ASTRON addresses these challenges through international partnerships with both public and private organisations. Since the start of LOFAR operations, ASTRON has worked with ICT infrastructure partners such as SURFsara in the Netherlands, the Forschungszentrum Jülich in Germany, and the Poznan Supercomputing and Networking Center in Poland, to develop a distributed data archive that is astronomical both in content and scale.

Currently, ASTRON has a significant role in several EC projects that aim to make research infrastructures interoperable, open and sustainable in the era of Exabyte data archives expected from the SKA.

These are:

  • AENEAS
  • ASTERICS
  • ESCAPE
  • EOSCpilot and EOSChub

Open Science

ASTRON participates in the European Open Science Cloud (EOSC) initiatives to apply best practices developed within astronomy towards the development of a  European-scale research data centre that builds on the vast expertise and capabilities of the joint research community and supports cross-domain data and service sharing.

Given the scale of data from instruments like LOFAR and SKA, and the complexity of the processing required to generate science ready data products, many researchers will benefit from getting access to high performing data infrastructures and high throughput processing capabilities without requiring them to organise resources or setting up complex software installations.
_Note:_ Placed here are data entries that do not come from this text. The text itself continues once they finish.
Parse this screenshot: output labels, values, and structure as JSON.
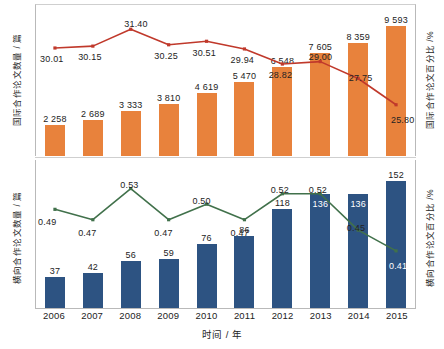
{
  "axes": {
    "x_title": "时间 / 年",
    "top_left_title": "国际合作论文数量 / 篇",
    "top_right_title": "国际合作论文百分比 /%",
    "bottom_left_title": "横向合作论文数量 / 篇",
    "bottom_right_title": "横向合作论文百分比 /%"
  },
  "colors": {
    "bar_top": "#E8823C",
    "bar_bottom": "#2D5382",
    "line_top": "#C0392B",
    "line_bottom": "#41714B",
    "axis": "#B9B9B9",
    "text": "#232323"
  },
  "years": [
    "2006",
    "2007",
    "2008",
    "2009",
    "2010",
    "2011",
    "2012",
    "2013",
    "2014",
    "2015"
  ],
  "chart_data": [
    {
      "type": "bar",
      "panel": "top",
      "title": "",
      "xlabel": "时间 / 年",
      "ylabel": "国际合作论文数量 / 篇",
      "y2label": "国际合作论文百分比 /%",
      "grid": false,
      "legend": "none",
      "categories": [
        "2006",
        "2007",
        "2008",
        "2009",
        "2010",
        "2011",
        "2012",
        "2013",
        "2014",
        "2015"
      ],
      "series": [
        {
          "name": "国际合作论文数量 / 篇",
          "kind": "bar",
          "axis": "left",
          "color": "#E8823C",
          "values": [
            2258,
            2689,
            3333,
            3810,
            4619,
            5470,
            6548,
            7605,
            8359,
            9593
          ],
          "labels": [
            "2 258",
            "2 689",
            "3 333",
            "3 810",
            "4 619",
            "5 470",
            "6 548",
            "7 605",
            "8 359",
            "9 593"
          ],
          "ylim": [
            0,
            11200
          ]
        },
        {
          "name": "国际合作论文百分比 /%",
          "kind": "line",
          "axis": "right",
          "color": "#C0392B",
          "values": [
            30.01,
            30.15,
            31.4,
            30.25,
            30.51,
            29.94,
            28.82,
            29.0,
            27.75,
            25.8
          ],
          "labels": [
            "30.01",
            "30.15",
            "31.40",
            "30.25",
            "30.51",
            "29.94",
            "28.82",
            "29.00",
            "27.75",
            "25.80"
          ],
          "ylim": [
            22.0,
            33.2
          ]
        }
      ]
    },
    {
      "type": "bar",
      "panel": "bottom",
      "title": "",
      "xlabel": "时间 / 年",
      "ylabel": "横向合作论文数量 / 篇",
      "y2label": "横向合作论文百分比 /%",
      "grid": false,
      "legend": "none",
      "categories": [
        "2006",
        "2007",
        "2008",
        "2009",
        "2010",
        "2011",
        "2012",
        "2013",
        "2014",
        "2015"
      ],
      "series": [
        {
          "name": "横向合作论文数量 / 篇",
          "kind": "bar",
          "axis": "left",
          "color": "#2D5382",
          "values": [
            37,
            42,
            56,
            59,
            76,
            86,
            118,
            136,
            136,
            152
          ],
          "labels": [
            "37",
            "42",
            "56",
            "59",
            "76",
            "86",
            "118",
            "136",
            "136",
            "152"
          ],
          "ylim": [
            0,
            178
          ]
        },
        {
          "name": "横向合作论文百分比 /%",
          "kind": "line",
          "axis": "right",
          "color": "#41714B",
          "values": [
            0.49,
            0.47,
            0.53,
            0.47,
            0.5,
            0.47,
            0.52,
            0.52,
            0.45,
            0.41
          ],
          "labels": [
            "0.49",
            "0.47",
            "0.53",
            "0.47",
            "0.50",
            "0.47",
            "0.52",
            "0.52",
            "0.45",
            "0.41"
          ],
          "ylim": [
            0.3,
            0.585
          ]
        }
      ]
    }
  ]
}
To enable easy and portable deployment of software, ASTRON is developing container-based software installations as well as application images for data analysis pipelines that are distributed across connected infrastructure. For the most data-intensive workflows, a user workspace is being realised for temporary storage of data, e.g. to allow computational resources to become available for next steps in the processing workflow or to assess quality before ingesting data into an archive or a science data repository.

Services are made accessible either openly or through a so-called federated authentication and authorisation infrastructure. The latter will allow users to gain access to any service by using home institute login accounts or, if the latter is not an option, through social or special purpose ‘Single Sign On’ accounts. The objective is to minimise the number of user-created accounts and to provide a single mechanism for authentication across internationally distributed services.
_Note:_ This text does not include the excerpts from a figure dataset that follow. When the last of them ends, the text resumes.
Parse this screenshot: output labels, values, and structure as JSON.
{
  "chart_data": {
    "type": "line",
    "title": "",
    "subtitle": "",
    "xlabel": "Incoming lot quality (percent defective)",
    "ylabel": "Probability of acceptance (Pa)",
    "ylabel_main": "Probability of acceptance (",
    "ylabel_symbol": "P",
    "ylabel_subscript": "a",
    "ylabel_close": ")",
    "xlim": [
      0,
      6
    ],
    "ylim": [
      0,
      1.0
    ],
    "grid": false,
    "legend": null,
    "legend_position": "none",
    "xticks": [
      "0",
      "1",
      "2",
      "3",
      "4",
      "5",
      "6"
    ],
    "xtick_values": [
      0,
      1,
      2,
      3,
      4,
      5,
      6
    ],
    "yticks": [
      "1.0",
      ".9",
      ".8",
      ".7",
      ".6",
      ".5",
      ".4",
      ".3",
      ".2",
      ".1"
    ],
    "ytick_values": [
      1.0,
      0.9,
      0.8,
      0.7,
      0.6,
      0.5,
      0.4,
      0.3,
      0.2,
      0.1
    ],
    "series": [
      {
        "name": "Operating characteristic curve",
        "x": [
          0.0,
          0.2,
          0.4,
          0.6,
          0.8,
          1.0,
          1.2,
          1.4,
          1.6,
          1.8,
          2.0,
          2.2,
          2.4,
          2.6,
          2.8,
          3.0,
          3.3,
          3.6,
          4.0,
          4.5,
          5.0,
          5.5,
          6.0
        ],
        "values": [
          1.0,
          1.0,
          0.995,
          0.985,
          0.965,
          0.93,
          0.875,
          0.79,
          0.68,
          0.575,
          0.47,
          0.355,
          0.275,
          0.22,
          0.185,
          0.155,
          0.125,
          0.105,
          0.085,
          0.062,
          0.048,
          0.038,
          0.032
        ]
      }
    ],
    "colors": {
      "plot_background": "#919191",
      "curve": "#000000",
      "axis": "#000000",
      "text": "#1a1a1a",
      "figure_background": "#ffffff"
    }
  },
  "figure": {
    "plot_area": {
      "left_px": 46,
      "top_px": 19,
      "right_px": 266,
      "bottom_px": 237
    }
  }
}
A workflow management system in conjunction with a standardised pipeline definition language such as the Common Workflow Language (CWL) will be utilised to develop standard data analysis pipelines that are made available for local deployment, or for data processing on connected compute clusters through the user portal.

As part of our commitment to community provided services and software, ASTRON is hosting the KERN repository of astronomical software packages.